Property does not have rightsIf the taxation power is being used to redistribute wealth, or other wise manipulate society, it's being abused. The purpose of taxes is to fund the legitimate functions of government, not to use as a 'workaround' for things government would like to do, but otherwise haven't been authorized by the Constitution.
I think those who pushed for the 16th amendment knew that wealth can pool up in a society at the top.....this is essentially what happened in the monarchy the founding generation rejected. Progressive Income taxes allowed by the 16th,(and not really disallowed by the Constitution in its original form either) is a partial remedy for that. Some may choose to call that "redistribution"
What makes you think the 16th allows for a progressive tax. Where is the language in it that says congress can treat one dollar differently than another? Seems that would violate the equal protection guaranteed elsewhere.

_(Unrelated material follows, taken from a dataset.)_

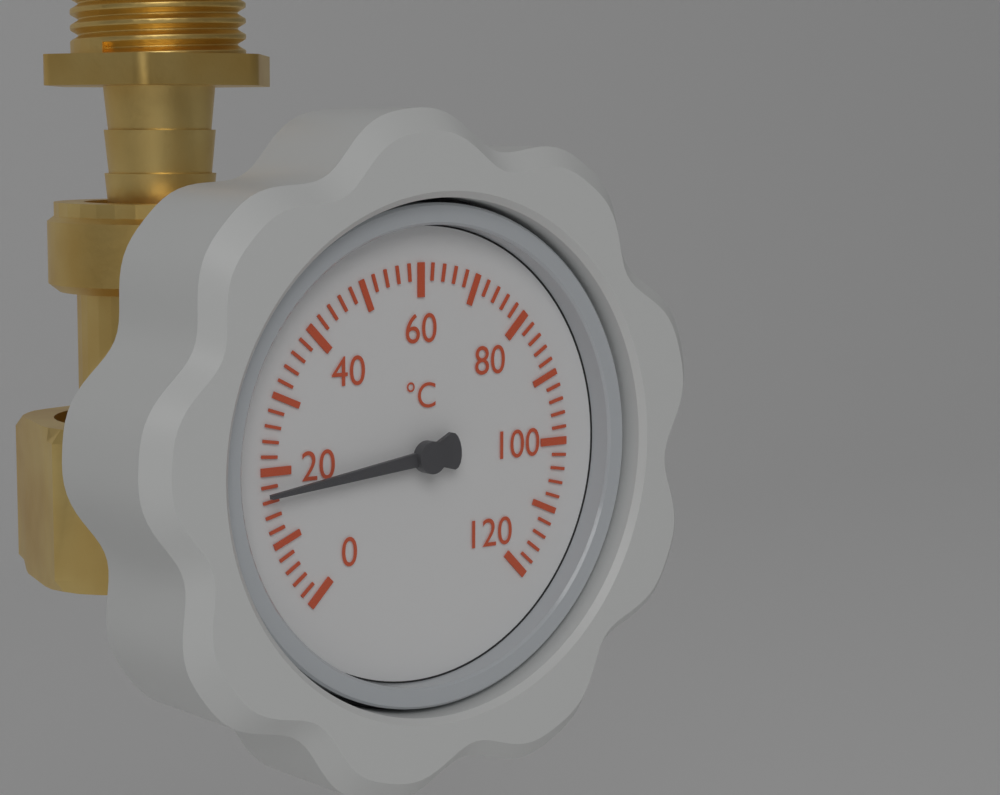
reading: 17 °C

Dollars do not have Constitutional rights
Dollars are individual pieces of property, hence the individual serial number. Where does the 16th say one piece of property can be treated differently than the rest just because of where it happens to fall in a stack. Come on, quote it.
The people who own the property have rights, now try to deny that.

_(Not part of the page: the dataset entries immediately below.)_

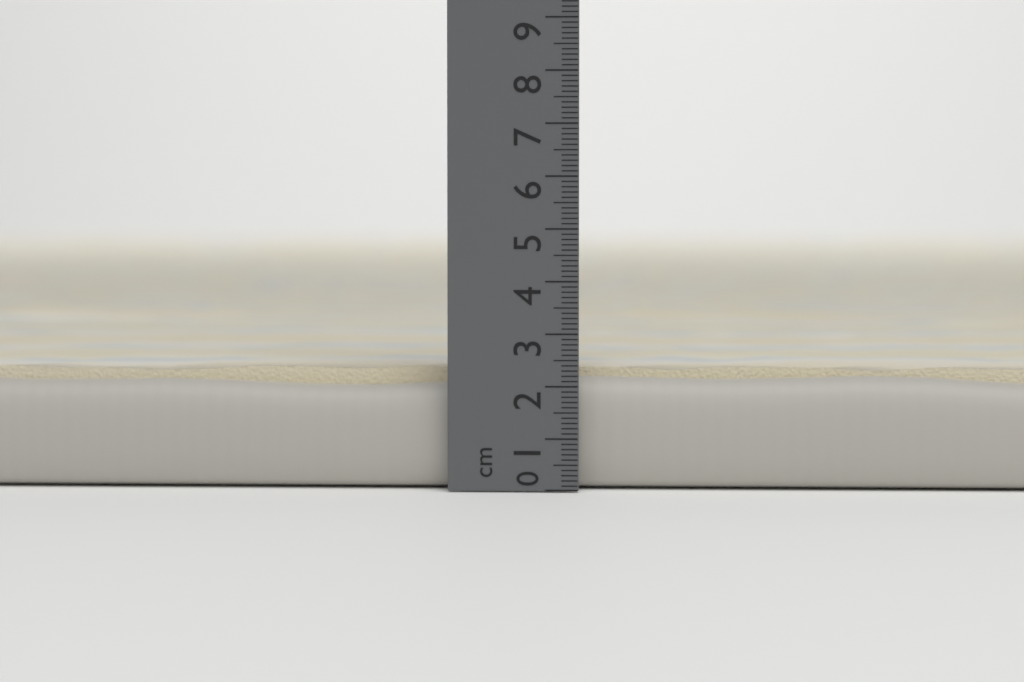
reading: 2.4 cm
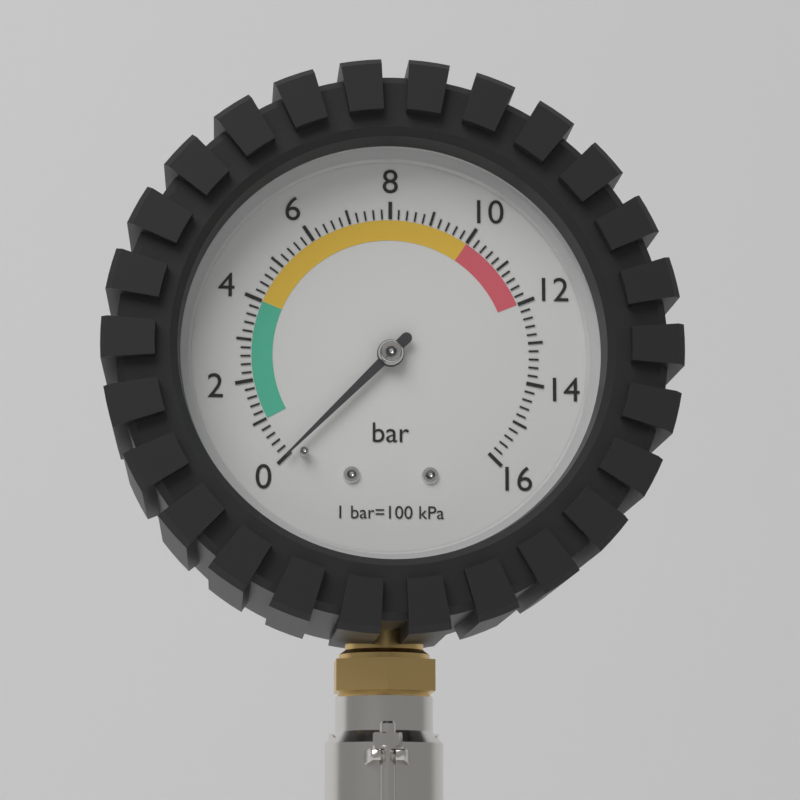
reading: 0.0 bar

What Rightwinger has been attempting to tell you--or rather, attempting to get you to realize on your own--is that the Constitution deals with the rights of U.S. citizens, not inanimate objects. Why you are attempting to derail the conversation into a theater of the absurd by arguing that inanimate objects have constitutionally-protected rights is beyond me.
You act like property exist in a vacuum, it's not property unless it is possessed or owned by someone or some legal entity. He is the one avoiding my questions by coming up with absurd BS.